The museum has no permanent collection, and its mission is to show only contemporary art — to run unapologetically and fearlessly in circles in the now, no matter where each moment of today’s art takes it. This is admirable, to a certain extent, and has led to the launching of numerous careers, including that of Mr. Tuttle, and the career of the gifted abstract painter Bill Jensen. But it is also a little bit too fashion-conscious to have any genuine ethical weight. It is a mission-less mission that is closer to that of a shoe store, which — season by season, high heels or high tops — is a clearinghouse that will sell whatever the kids are wearing.

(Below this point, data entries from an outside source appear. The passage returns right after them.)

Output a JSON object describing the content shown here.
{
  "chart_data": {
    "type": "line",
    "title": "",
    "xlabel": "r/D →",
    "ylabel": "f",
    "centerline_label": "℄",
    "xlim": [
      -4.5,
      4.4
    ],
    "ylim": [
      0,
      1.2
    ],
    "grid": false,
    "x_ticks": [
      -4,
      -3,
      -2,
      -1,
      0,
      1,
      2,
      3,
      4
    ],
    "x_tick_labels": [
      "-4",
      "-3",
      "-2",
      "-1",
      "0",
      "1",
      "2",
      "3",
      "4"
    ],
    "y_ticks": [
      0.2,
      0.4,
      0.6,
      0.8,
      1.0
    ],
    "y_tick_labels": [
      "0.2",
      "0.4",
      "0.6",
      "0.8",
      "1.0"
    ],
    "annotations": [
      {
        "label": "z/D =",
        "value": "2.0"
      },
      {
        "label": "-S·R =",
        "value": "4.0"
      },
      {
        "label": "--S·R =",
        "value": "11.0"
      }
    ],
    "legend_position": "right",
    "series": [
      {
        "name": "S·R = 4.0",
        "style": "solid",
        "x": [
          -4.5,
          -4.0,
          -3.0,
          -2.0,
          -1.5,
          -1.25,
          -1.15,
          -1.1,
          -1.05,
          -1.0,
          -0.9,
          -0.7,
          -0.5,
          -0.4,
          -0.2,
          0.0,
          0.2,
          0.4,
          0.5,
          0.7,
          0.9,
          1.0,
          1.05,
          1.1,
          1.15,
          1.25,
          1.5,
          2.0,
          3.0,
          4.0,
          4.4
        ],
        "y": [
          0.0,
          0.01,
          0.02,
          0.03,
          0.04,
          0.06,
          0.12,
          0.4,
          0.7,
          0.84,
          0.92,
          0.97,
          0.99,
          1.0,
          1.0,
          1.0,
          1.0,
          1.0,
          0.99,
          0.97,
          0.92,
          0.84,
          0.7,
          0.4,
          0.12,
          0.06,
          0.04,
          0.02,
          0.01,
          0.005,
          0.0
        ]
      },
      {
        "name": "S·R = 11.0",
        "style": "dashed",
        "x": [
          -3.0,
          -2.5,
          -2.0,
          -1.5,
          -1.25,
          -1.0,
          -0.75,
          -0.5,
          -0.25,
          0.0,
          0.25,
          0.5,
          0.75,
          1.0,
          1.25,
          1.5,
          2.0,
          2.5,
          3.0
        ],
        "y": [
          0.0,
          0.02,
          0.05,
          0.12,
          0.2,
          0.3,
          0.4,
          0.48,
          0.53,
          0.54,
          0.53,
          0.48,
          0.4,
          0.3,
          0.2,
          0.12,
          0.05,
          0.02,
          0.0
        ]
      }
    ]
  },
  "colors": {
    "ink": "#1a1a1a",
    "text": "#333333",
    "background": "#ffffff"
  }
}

Obsessed with fashion, rather than with quality art, the New Museum cannot fail to look somewhat silly and youth-obsessed, if not childish. Colored silver, with its fashionably iridescent nomenclature, lime green elevators, and industrial-chic design, the museum will quickly weather and become dated. In its adherence to the now, and only to the now, it will eventually age and lose step, to appear one day, not too far away, like a leering old man hanging around the playground.

And one has to wonder: With nearly 1,000 galleries in New York, most of which are devoted to contemporary art, do we really need yet another venue to showcase (or regurgitate) the same old new art? If the New Museum were standing behind different contemporary art — that is, art other than what is supported by so many galleries, the Whitney, the Guggenheim, and MoMA — then power to them. What we are getting, however, is vapid redundancy.

One of the odd things about this endeavor is that it feels — like so many recent museum renovations and expansions — as if it is more about the building than the art. Some buildings appear smaller on the outside; others appear larger. The New Museum is surprisingly less significant on the inside than its exterior promises. With its cramped, narrow passageways, it has the proportions and feel of a ship. And each floor’s gallery feels like an oversized lobby: The people waiting to get on the elevators cannot separate themselves from those attempting to look at the art. The new art at the New Museum, mostly sculpture, is from its inaugural show, “Unmonumental: The Objectinthe21stCentury,”alarge, multi-floored, three-stage, changing exhibition of international contemporary art. Generally, “Unmonumental” is another garage-sale show. It is filled with knickknacks and odds-and-ends, tied and glued and strung together like so many found objects and bad art school collage projects.

There are sticks and stones, an old sleeper sofa impaled with a fluorescent light, by Sarah Lucas; torn cardboard boxes; plastic doodads; a bound tower of old clothes; a life-size, wax, female nude candle; a chain-link cage; and a mattress covered with buttons. There are works that nod mockingly to Giacometti, Noguchi, and Russian Constructivism. And references abound: Martin Boyce’s “Our Love is Like the Flowers, the Rain the Sea, and the Hours (Tree)” (2003), is a Joel Shapiro sculpture made out of Dan Flavin’s fluorescent tubes. Lara Schnitger’s “Rabble Rouser” (2005), comprising political protest T-shirts and slogans stretched over a wooden armature, pokes fun at the act of protest itself.

No work in “Unmonumental” is monumental, but a couple of artists stand out. Marc André Robinson’s “Myth Monolith (Liberation Movement)” (2007), an arcing stack of furniture, has a witty, twisting lyricism (too bad it needs the wall as a support). I was also particularly impressed, especially considering the company, with the sculptures of Kristen Morgin. Her deconstructed “Lion” (2006) fuses elements of the carousel with a Futurist sense of cinematic progression. Her series of six vessels, which incorporate raw and fired clay, photographs, wire, and wood, blends ancient pottery and architectural ruins, dioramas, and Victorian valentines. Delicate, weathered, and serpentine, they feel made yet found. In one, the Virgin steps out of a decimated teacup, as if she were emerging from out of a bombed-out building. Ms. Morgin’s work, however, is the exception rather than the rule. The New Museum, in the future, could be a great asset to the city. But if “Unmonumental” is any indication of what is to come, I’ll take stainless steel sinks, refrigerators, and pots and pans.

Until March 23 (235 Bowery at Prince Street, between Stanton and Rivington streets, 212-219-1222).